Scrooge now jumps to the defence of the two children. This shows the reader the change that has been brought about in him by the previous two spirits and gives hope to Dickens’s audience who may be beginning to realise their ill-treatment of the underprivileged around them.
Stave Four begins abruptly with the entrance of The Ghost of Christmas Yet to Come. This ghost resembles the stereotypical image of death in the form of a Grim Reaper. This is a premonition for Scrooge as he realises that he could die soon and therefore wouldn’t be able to put right the things that he has done wrong in his life against the underprivileged in society. This creates a sense of urgency in Scrooge to follow up his personal plans of reform. ‘The night is waning fast, and it is precious time to me’. This is Scrooge commenting on the fact that he has little time to live and wishing to change his ways before it is too late.
He later encounters men talking of his own death, they talk of Scrooge as if his death were a good thing and that it is almost better that he is dead now. The response to the audience is this:
‘He knew these men, also, perfectly. They were men of business: very wealthy, and of great importance. He had made a point always of standing well in their esteem: in a business point of view, that is; strictly in a business point of view.’
This is a message from Dickens to the audience that although some people will act as if you are highly regarded among them to your face, they are really acting out of personal gain. The only way for them to truly know you and therefore care what happens is by doing things that the community as a whole will benefit by and therefore being pleasant to those around you is important.
The Final Stave begins and it is instantly clear to the reader that the transformation of Scrooge is complete. His character is now at the opposite end of the spectrum from the beginning of the book, impossibly good and with a sense of humour where before there was none. This is shown by the joke he plays with Bob Cratchit in which he reverts to his old self in jest. Charles Dickens here illustrates to his audience the massive change that Scrooge’s personality and character has undergone through the visits of the spirits.

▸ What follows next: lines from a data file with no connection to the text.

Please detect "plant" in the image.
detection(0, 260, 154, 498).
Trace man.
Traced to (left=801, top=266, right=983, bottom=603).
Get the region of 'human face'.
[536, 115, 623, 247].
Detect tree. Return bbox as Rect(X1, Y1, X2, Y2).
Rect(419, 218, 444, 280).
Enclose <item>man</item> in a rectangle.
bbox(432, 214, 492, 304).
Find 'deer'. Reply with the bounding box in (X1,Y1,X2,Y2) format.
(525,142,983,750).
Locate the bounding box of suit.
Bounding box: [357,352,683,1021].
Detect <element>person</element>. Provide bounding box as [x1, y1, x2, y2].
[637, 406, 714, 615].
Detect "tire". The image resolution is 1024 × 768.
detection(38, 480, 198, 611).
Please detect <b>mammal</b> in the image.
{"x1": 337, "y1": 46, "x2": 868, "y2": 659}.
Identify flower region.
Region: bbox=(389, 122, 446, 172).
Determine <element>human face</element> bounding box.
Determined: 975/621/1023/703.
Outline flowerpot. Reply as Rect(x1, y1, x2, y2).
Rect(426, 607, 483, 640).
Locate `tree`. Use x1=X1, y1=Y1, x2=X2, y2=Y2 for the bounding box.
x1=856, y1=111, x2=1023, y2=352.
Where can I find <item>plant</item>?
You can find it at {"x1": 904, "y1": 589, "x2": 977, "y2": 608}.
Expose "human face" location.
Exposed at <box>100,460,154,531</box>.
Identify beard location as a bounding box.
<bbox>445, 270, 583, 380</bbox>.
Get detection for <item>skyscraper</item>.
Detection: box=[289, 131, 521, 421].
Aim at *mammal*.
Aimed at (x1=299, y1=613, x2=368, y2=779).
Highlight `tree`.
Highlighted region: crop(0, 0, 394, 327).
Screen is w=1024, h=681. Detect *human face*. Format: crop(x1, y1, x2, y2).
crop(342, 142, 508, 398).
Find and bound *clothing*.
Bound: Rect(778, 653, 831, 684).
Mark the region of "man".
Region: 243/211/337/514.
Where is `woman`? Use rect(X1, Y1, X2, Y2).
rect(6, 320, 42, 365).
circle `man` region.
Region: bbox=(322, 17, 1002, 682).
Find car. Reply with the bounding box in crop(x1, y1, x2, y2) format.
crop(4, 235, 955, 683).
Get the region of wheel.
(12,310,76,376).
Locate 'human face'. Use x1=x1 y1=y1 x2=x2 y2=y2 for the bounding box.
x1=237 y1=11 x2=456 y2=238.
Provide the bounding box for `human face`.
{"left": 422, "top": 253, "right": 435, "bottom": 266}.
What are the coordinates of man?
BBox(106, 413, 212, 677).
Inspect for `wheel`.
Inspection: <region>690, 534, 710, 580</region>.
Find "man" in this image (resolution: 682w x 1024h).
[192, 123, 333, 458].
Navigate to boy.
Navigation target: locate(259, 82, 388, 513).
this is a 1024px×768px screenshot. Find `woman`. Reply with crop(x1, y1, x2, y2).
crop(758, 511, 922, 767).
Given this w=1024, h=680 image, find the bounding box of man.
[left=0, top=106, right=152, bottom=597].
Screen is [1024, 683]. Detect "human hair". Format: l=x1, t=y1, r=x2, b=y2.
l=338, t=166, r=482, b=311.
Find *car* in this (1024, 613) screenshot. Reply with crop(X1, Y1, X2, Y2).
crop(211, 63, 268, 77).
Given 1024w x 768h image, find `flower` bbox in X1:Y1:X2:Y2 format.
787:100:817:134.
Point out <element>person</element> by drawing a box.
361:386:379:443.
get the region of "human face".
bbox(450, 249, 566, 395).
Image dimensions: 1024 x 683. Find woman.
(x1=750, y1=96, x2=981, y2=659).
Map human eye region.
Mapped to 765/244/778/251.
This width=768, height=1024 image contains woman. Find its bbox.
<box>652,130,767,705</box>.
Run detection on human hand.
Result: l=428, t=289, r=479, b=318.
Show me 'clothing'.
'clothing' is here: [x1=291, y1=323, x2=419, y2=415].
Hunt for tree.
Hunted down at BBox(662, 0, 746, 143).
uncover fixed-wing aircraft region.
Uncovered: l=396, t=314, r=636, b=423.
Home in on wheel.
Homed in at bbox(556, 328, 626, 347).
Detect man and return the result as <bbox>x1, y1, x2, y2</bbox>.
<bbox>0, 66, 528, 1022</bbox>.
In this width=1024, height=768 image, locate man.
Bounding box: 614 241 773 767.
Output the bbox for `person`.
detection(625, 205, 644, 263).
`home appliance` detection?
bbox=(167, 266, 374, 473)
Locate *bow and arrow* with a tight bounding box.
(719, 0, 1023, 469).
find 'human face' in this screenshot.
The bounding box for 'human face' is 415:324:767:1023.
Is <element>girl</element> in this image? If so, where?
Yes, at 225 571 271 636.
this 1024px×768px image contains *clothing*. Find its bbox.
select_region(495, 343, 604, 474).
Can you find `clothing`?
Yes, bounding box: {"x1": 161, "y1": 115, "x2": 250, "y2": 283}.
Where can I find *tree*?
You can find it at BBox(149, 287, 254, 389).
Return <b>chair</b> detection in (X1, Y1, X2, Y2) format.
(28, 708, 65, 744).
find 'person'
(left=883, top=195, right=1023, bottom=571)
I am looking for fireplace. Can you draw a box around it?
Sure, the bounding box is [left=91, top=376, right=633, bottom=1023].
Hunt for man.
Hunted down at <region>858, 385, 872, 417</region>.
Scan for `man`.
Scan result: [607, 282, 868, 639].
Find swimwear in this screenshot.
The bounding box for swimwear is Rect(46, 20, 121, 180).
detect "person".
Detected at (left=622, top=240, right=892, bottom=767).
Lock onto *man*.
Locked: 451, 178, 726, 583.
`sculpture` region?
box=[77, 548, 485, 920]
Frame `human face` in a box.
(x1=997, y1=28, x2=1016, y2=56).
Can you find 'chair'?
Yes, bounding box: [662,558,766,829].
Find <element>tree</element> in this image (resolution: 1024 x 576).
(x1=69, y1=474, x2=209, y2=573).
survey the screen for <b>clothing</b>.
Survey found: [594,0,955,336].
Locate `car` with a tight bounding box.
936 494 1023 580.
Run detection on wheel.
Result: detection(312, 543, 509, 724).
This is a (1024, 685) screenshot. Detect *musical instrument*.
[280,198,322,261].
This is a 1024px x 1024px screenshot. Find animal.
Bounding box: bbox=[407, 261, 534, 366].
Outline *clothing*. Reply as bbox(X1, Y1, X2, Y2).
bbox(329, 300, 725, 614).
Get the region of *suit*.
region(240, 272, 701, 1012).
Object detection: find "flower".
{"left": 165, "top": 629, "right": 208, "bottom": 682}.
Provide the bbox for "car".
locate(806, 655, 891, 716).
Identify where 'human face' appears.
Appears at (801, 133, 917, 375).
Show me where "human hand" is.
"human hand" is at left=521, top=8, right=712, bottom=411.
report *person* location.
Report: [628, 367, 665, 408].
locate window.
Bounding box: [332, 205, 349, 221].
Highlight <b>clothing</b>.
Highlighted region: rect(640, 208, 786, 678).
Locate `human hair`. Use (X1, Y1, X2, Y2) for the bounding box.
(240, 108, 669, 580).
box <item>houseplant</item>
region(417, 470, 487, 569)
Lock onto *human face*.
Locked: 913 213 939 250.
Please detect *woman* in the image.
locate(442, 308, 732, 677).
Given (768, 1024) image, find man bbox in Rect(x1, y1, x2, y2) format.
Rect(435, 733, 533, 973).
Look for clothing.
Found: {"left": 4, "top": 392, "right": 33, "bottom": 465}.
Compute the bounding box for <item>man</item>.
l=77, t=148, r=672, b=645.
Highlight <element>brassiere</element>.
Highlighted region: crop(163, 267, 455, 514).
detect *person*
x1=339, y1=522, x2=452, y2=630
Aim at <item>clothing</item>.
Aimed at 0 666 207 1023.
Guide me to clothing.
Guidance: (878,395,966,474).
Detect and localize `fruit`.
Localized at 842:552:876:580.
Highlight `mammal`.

‘Bob trembled, and got a little nearer to the ruler. He had a momentary idea of knocking Scrooge down with it; holding him, and calling to the people in the court for help and a strait-waistcoat.’
Dickens shows the shock of the character, Bob Cratchit, who knew Scrooge best at his transformation and emphasising to the reader the great change in his persona at this time.
Dickens uses Scrooge’s delight at the end compared with his despair at the beginning of the book to highlight to his audience the gains that they can make from becoming more generous and caring to the people around them. ‘His own heart laughed: and that was quite enough for him.’ This quote is Dickens attempting to show his audience that although helping people may involve no monetary gains, the sheer happiness brought from helping those in need will be compensation enough.
A Christmas Carol could be described by some as being too moralistic even for Dickens’s audience of the educated upper classes who exploited the classes below them. This is because the character of Scrooge portrayed here is given a persona so awful to his fellows that it could not have existed in real life. Although this book was needed it was over the top in the presentation of its arguments. I, on the other hand, disagree with that argument because having a character such as Scrooge allowed the maximum amount of people to be able to identify their own character flaws with him. Some of Dickens’s contemporaries lacked social conscience to such a degree that a didactic plot such as this was required to get them to notice the message of this pamphlet that Dickens wished to produce on social responsibility. I think that he was successful in producing one and gaining the attention of his desired audience.